Working WiFi also means that all hardware on h4000 is supported now, and it has A- support status per HH.org classificaion, with the only missing feature being a native flash bootloader for Linux. Of course, not everything works great yet, or even fully tested, like flash write at all (but it is known to work for h6300 which has the same DiskOnChip and uses the same driver). ACX itself for one needs lot of work to make it support suspend/resume properly and PM in general.
But all those are just things to test/bugs to fix, and not white spots in hardware information/support. We're past age of "Linux will never be able to support that device completely" for another bunch of devices, and the future is bright! ;-)
Working WiFi also means that all hardware on h4000 is supported now, and it has A- support status per HH.org classificaion, with the only missing feature being a native flash bootloader for Linux. Of course, not everything works great yet, or even fully tested, like flash write at all (but it is known to work for h6300 which has the same DiskOnChip and uses the same driver). ACX itself for one needs lot of work to make it support suspend/resume properly and PM in general.
But all those are just things to test/bugs to fix, and not white spots in hardware information/support. We're past age of "Linux will never be able to support that device completely" for another bunch of devices, and the future is bright! ;-)
Monday, July 2, 2007
First steps at making OPIE fit well with OE filesystem structure
One of the requirement set for OPIE to be supported for Angstrom was compliance with standard GNU/Linux installation location ($prefix and friends). There was bug in OE long enough for this, with few developers considering how to proceed with this.

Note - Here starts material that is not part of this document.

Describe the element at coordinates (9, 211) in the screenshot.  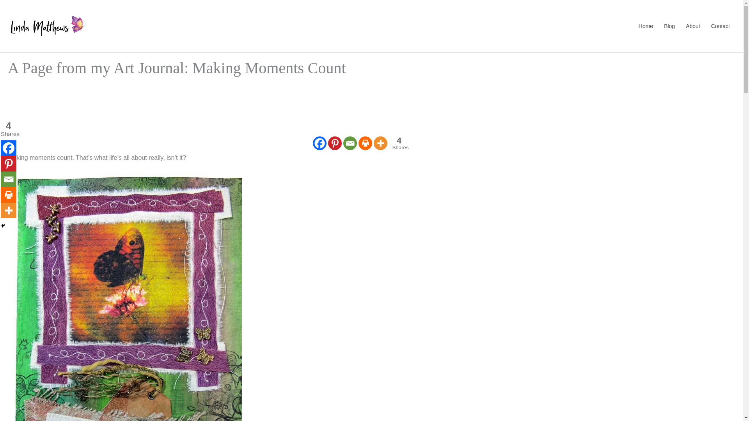
I see `Advertisement` at that location.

I finally found time to test some ideas from it, and initial conversion from /opt/QtPalmtop to /usr went pretty smooth requiring besides rebuild few fixes to packages where the former path was harcoded in the literal form. Resulting opie-image booted in QEMU quite well, so I went with committing it, bumping snaphost date for OPIE 1.2.3-pre to 20070702 at the same time.
Hope other developers will help with testing it, and then the conversion needs to be fixed by moving data and plugin to appropriate locations (now they live at places like /usr/pics). This would take a bit more effort exactly because of this dichotomy - data vs plugins, with first should be living under /usr/share, and the latter (ideally) under /usr/lib. I wonder, if a solution like making QTDIR, etc. environment variables to accept list of paths is good enough (well, it is generic from system design point of view, but adds extra runtime overhead).
I finally found time to test some ideas from it, and initial conversion from /opt/QtPalmtop to /usr went pretty smooth requiring besides rebuild few fixes to packages where the former path was harcoded in the literal form. Resulting opie-image booted in QEMU quite well, so I went with committing it, bumping snaphost date for OPIE 1.2.3-pre to 20070702 at the same time.
Hope other developers will help with testing it, and then the conversion needs to be fixed by moving data and plugin to appropriate locations (now they live at places like /usr/pics). This would take a bit more effort exactly because of this dichotomy - data vs plugins, with first should be living under /usr/share, and the latter (ideally) under /usr/lib. I wonder, if a solution like making QTDIR, etc. environment variables to accept list of paths is good enough (well, it is generic from system design point of view, but adds extra runtime overhead).